The trade-off between economic growth and environmental quality: does economic freedom asymmetric matter for Pakistan?

Muhammad Tariq Majeed, Zhiyuan Yu* (Corresponding Author), Adnan Maqbool, Mesfin Genie, Sana Ullah* (Corresponding Author), Waheed Ahmad

*Corresponding author for this work

Research output: Contribution to journalArticlepeer-review

19 Citations (Scopus)

Abstract

This empirical study investigates the dynamic effects of economic freedom on economic growth and air quality for Pakistan over the period 1990–2019. The ARDL results suggest that economic freedom and other variables do not have any visible impact on economic growth and pollution in the short-run. However, in the long-run, economic freedom significantly mitigates air pollution whereas inflation instability increases emissions. The NARDL results show that a partial sum of positive change in economic freedom is negatively linked with economic growth in the short term but has positive effect in the long term. However, the negative change in economic freedom has negative but insignificant impact on growth confirming asymmetric effects. The results for the pollution model show that a partial sum of positive change in economic freedom has positive impact on emissions both in the short and long-runs, whereas a negative change has no significant effect in the short-run and has negative impact in the long-run. Thus, economic freedom supports economic activities that, in turn, escalate emissions in the atmosphere.
Original languageEnglish
Pages (from-to)41912-41921
Number of pages10
JournalEnvironmental Science and Pollution Research
Volume28
Issue number31
Early online date1 Apr 2021
DOIs
Publication statusPublished - Aug 2021

Bibliographical note

Data availability
The datasets used and/or analyzed during the current study are available from the corresponding author on reasonable request.

Keywords

  • economic freedom
  • economic growth
  • air quality
  • Pakistan

Fingerprint

Dive into the research topics of 'The trade-off between economic growth and environmental quality: does economic freedom asymmetric matter for Pakistan?'. Together they form a unique fingerprint.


To do ::
Please set down every record exactly as it appears below.

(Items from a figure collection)
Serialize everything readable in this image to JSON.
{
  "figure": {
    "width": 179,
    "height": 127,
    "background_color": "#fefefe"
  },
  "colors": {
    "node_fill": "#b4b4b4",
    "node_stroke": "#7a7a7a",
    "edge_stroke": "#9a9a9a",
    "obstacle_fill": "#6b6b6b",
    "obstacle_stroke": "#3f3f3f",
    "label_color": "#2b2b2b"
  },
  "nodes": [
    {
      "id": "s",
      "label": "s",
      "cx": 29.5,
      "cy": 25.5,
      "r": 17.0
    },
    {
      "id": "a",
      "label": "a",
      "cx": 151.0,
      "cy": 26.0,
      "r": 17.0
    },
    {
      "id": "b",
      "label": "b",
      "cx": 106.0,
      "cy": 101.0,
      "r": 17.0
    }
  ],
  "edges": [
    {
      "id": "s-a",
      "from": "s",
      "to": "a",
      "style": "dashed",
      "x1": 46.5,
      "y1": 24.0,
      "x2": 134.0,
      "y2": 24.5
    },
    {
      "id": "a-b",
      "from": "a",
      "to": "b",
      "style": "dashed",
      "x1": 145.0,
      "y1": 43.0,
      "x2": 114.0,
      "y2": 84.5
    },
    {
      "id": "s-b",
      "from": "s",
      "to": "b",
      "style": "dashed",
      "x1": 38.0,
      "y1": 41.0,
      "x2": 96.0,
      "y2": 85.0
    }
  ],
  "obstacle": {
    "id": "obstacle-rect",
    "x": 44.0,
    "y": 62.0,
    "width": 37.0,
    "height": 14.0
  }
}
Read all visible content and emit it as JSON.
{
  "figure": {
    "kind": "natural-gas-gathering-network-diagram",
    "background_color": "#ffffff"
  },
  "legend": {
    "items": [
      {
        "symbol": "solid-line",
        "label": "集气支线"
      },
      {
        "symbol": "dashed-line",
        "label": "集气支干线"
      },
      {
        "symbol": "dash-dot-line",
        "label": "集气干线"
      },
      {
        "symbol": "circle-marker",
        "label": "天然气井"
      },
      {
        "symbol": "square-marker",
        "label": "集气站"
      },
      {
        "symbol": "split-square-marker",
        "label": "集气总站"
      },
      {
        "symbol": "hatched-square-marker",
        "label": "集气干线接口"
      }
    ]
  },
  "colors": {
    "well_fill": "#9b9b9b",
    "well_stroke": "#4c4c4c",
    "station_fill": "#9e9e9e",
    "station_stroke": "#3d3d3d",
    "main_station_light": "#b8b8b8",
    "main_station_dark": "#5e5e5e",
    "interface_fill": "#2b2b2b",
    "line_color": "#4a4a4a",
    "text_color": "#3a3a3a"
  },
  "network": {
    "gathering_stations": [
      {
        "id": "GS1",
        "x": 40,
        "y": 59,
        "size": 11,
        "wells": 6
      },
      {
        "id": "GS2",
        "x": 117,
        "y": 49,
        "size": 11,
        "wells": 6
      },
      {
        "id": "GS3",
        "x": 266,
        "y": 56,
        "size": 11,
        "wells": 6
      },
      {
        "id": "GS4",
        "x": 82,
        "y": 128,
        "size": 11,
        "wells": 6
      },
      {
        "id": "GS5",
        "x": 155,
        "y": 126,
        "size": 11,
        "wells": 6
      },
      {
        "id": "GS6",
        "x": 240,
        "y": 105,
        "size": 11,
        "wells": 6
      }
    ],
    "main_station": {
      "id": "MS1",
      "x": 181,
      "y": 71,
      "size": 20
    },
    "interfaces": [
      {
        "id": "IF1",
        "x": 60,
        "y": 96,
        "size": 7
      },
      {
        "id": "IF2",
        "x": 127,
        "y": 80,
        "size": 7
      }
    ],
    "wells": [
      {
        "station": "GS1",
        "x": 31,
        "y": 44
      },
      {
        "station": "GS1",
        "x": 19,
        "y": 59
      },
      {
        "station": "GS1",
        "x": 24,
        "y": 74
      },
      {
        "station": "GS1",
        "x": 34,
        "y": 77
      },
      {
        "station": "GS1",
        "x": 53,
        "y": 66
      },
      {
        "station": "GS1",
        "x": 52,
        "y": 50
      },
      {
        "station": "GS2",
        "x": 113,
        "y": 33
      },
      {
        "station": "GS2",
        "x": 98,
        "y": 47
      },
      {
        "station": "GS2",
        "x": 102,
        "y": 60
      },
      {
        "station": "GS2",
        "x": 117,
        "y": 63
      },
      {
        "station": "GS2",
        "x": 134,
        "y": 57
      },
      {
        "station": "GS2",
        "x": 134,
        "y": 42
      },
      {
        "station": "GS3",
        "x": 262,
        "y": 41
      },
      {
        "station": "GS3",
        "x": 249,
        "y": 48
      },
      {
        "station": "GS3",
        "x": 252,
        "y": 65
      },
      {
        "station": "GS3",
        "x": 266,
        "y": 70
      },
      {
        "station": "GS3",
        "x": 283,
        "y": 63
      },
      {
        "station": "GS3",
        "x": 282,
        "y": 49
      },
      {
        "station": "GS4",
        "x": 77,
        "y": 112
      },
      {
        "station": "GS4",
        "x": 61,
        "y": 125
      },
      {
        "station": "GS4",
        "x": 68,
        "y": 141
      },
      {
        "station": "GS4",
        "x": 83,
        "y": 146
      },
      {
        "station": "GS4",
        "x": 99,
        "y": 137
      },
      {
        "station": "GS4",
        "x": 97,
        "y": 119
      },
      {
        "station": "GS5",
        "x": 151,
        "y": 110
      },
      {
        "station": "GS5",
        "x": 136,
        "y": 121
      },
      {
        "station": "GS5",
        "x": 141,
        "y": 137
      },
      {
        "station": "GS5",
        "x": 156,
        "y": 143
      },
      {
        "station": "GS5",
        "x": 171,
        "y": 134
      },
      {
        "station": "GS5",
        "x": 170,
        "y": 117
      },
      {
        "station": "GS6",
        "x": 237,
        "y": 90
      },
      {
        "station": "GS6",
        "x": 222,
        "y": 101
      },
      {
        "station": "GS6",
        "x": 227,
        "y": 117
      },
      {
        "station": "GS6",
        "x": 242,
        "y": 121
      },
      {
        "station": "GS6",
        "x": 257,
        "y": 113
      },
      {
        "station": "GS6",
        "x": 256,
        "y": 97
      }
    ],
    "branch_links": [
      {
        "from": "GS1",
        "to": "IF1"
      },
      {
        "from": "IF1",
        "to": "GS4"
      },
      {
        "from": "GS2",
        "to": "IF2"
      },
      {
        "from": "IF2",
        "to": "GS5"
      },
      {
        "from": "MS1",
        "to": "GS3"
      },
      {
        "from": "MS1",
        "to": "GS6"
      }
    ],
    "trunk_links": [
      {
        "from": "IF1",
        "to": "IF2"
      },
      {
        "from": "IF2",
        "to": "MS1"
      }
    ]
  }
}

Task response ::
Serialize everything readable in this image to JSON.
{
  "figure": {
    "width": 179,
    "height": 127,
    "background_color": "#fefefe"
  },
  "colors": {
    "node_fill": "#b4b4b4",
    "node_stroke": "#7a7a7a",
    "edge_stroke": "#9a9a9a",
    "obstacle_fill": "#6b6b6b",
    "obstacle_stroke": "#3f3f3f",
    "label_color": "#2b2b2b"
  },
  "nodes": [
    {
      "id": "s",
      "label": "s",
      "cx": 29.5,
      "cy": 25.5,
      "r": 17.0
    },
    {
      "id": "a",
      "label": "a",
      "cx": 151.0,
      "cy": 26.0,
      "r": 17.0
    },
    {
      "id": "b",
      "label": "b",
      "cx": 106.0,
      "cy": 101.0,
      "r": 17.0
    }
  ],
  "edges": [
    {
      "id": "s-a",
      "from": "s",
      "to": "a",
      "style": "dashed",
      "x1": 46.5,
      "y1": 24.0,
      "x2": 134.0,
      "y2": 24.5
    },
    {
      "id": "a-b",
      "from": "a",
      "to": "b",
      "style": "dashed",
      "x1": 145.0,
      "y1": 43.0,
      "x2": 114.0,
      "y2": 84.5
    },
    {
      "id": "s-b",
      "from": "s",
      "to": "b",
      "style": "dashed",
      "x1": 38.0,
      "y1": 41.0,
      "x2": 96.0,
      "y2": 85.0
    }
  ],
  "obstacle": {
    "id": "obstacle-rect",
    "x": 44.0,
    "y": 62.0,
    "width": 37.0,
    "height": 14.0
  }
}
Read all visible content and emit it as JSON.
{
  "figure": {
    "kind": "natural-gas-gathering-network-diagram",
    "background_color": "#ffffff"
  },
  "legend": {
    "items": [
      {
        "symbol": "solid-line",
        "label": "集气支线"
      },
      {
        "symbol": "dashed-line",
        "label": "集气支干线"
      },
      {
        "symbol": "dash-dot-line",
        "label": "集气干线"
      },
      {
        "symbol": "circle-marker",
        "label": "天然气井"
      },
      {
        "symbol": "square-marker",
        "label": "集气站"
      },
      {
        "symbol": "split-square-marker",
        "label": "集气总站"
      },
      {
        "symbol": "hatched-square-marker",
        "label": "集气干线接口"
      }
    ]
  },
  "colors": {
    "well_fill": "#9b9b9b",
    "well_stroke": "#4c4c4c",
    "station_fill": "#9e9e9e",
    "station_stroke": "#3d3d3d",
    "main_station_light": "#b8b8b8",
    "main_station_dark": "#5e5e5e",
    "interface_fill": "#2b2b2b",
    "line_color": "#4a4a4a",
    "text_color": "#3a3a3a"
  },
  "network": {
    "gathering_stations": [
      {
        "id": "GS1",
        "x": 40,
        "y": 59,
        "size": 11,
        "wells": 6
      },
      {
        "id": "GS2",
        "x": 117,
        "y": 49,
        "size": 11,
        "wells": 6
      },
      {
        "id": "GS3",
        "x": 266,
        "y": 56,
        "size": 11,
        "wells": 6
      },
      {
        "id": "GS4",
        "x": 82,
        "y": 128,
        "size": 11,
        "wells": 6
      },
      {
        "id": "GS5",
        "x": 155,
        "y": 126,
        "size": 11,
        "wells": 6
      },
      {
        "id": "GS6",
        "x": 240,
        "y": 105,
        "size": 11,
        "wells": 6
      }
    ],
    "main_station": {
      "id": "MS1",
      "x": 181,
      "y": 71,
      "size": 20
    },
    "interfaces": [
      {
        "id": "IF1",
        "x": 60,
        "y": 96,
        "size": 7
      },
      {
        "id": "IF2",
        "x": 127,
        "y": 80,
        "size": 7
      }
    ],
    "wells": [
      {
        "station": "GS1",
        "x": 31,
        "y": 44
      },
      {
        "station": "GS1",
        "x": 19,
        "y": 59
      },
      {
        "station": "GS1",
        "x": 24,
        "y": 74
      },
      {
        "station": "GS1",
        "x": 34,
        "y": 77
      },
      {
        "station": "GS1",
        "x": 53,
        "y": 66
      },
      {
        "station": "GS1",
        "x": 52,
        "y": 50
      },
      {
        "station": "GS2",
        "x": 113,
        "y": 33
      },
      {
        "station": "GS2",
        "x": 98,
        "y": 47
      },
      {
        "station": "GS2",
        "x": 102,
        "y": 60
      },
      {
        "station": "GS2",
        "x": 117,
        "y": 63
      },
      {
        "station": "GS2",
        "x": 134,
        "y": 57
      },
      {
        "station": "GS2",
        "x": 134,
        "y": 42
      },
      {
        "station": "GS3",
        "x": 262,
        "y": 41
      },
      {
        "station": "GS3",
        "x": 249,
        "y": 48
      },
      {
        "station": "GS3",
        "x": 252,
        "y": 65
      },
      {
        "station": "GS3",
        "x": 266,
        "y": 70
      },
      {
        "station": "GS3",
        "x": 283,
        "y": 63
      },
      {
        "station": "GS3",
        "x": 282,
        "y": 49
      },
      {
        "station": "GS4",
        "x": 77,
        "y": 112
      },
      {
        "station": "GS4",
        "x": 61,
        "y": 125
      },
      {
        "station": "GS4",
        "x": 68,
        "y": 141
      },
      {
        "station": "GS4",
        "x": 83,
        "y": 146
      },
      {
        "station": "GS4",
        "x": 99,
        "y": 137
      },
      {
        "station": "GS4",
        "x": 97,
        "y": 119
      },
      {
        "station": "GS5",
        "x": 151,
        "y": 110
      },
      {
        "station": "GS5",
        "x": 136,
        "y": 121
      },
      {
        "station": "GS5",
        "x": 141,
        "y": 137
      },
      {
        "station": "GS5",
        "x": 156,
        "y": 143
      },
      {
        "station": "GS5",
        "x": 171,
        "y": 134
      },
      {
        "station": "GS5",
        "x": 170,
        "y": 117
      },
      {
        "station": "GS6",
        "x": 237,
        "y": 90
      },
      {
        "station": "GS6",
        "x": 222,
        "y": 101
      },
      {
        "station": "GS6",
        "x": 227,
        "y": 117
      },
      {
        "station": "GS6",
        "x": 242,
        "y": 121
      },
      {
        "station": "GS6",
        "x": 257,
        "y": 113
      },
      {
        "station": "GS6",
        "x": 256,
        "y": 97
      }
    ],
    "branch_links": [
      {
        "from": "GS1",
        "to": "IF1"
      },
      {
        "from": "IF1",
        "to": "GS4"
      },
      {
        "from": "GS2",
        "to": "IF2"
      },
      {
        "from": "IF2",
        "to": "GS5"
      },
      {
        "from": "MS1",
        "to": "GS3"
      },
      {
        "from": "MS1",
        "to": "GS6"
      }
    ],
    "trunk_links": [
      {
        "from": "IF1",
        "to": "IF2"
      },
      {
        "from": "IF2",
        "to": "MS1"
      }
    ]
  }
}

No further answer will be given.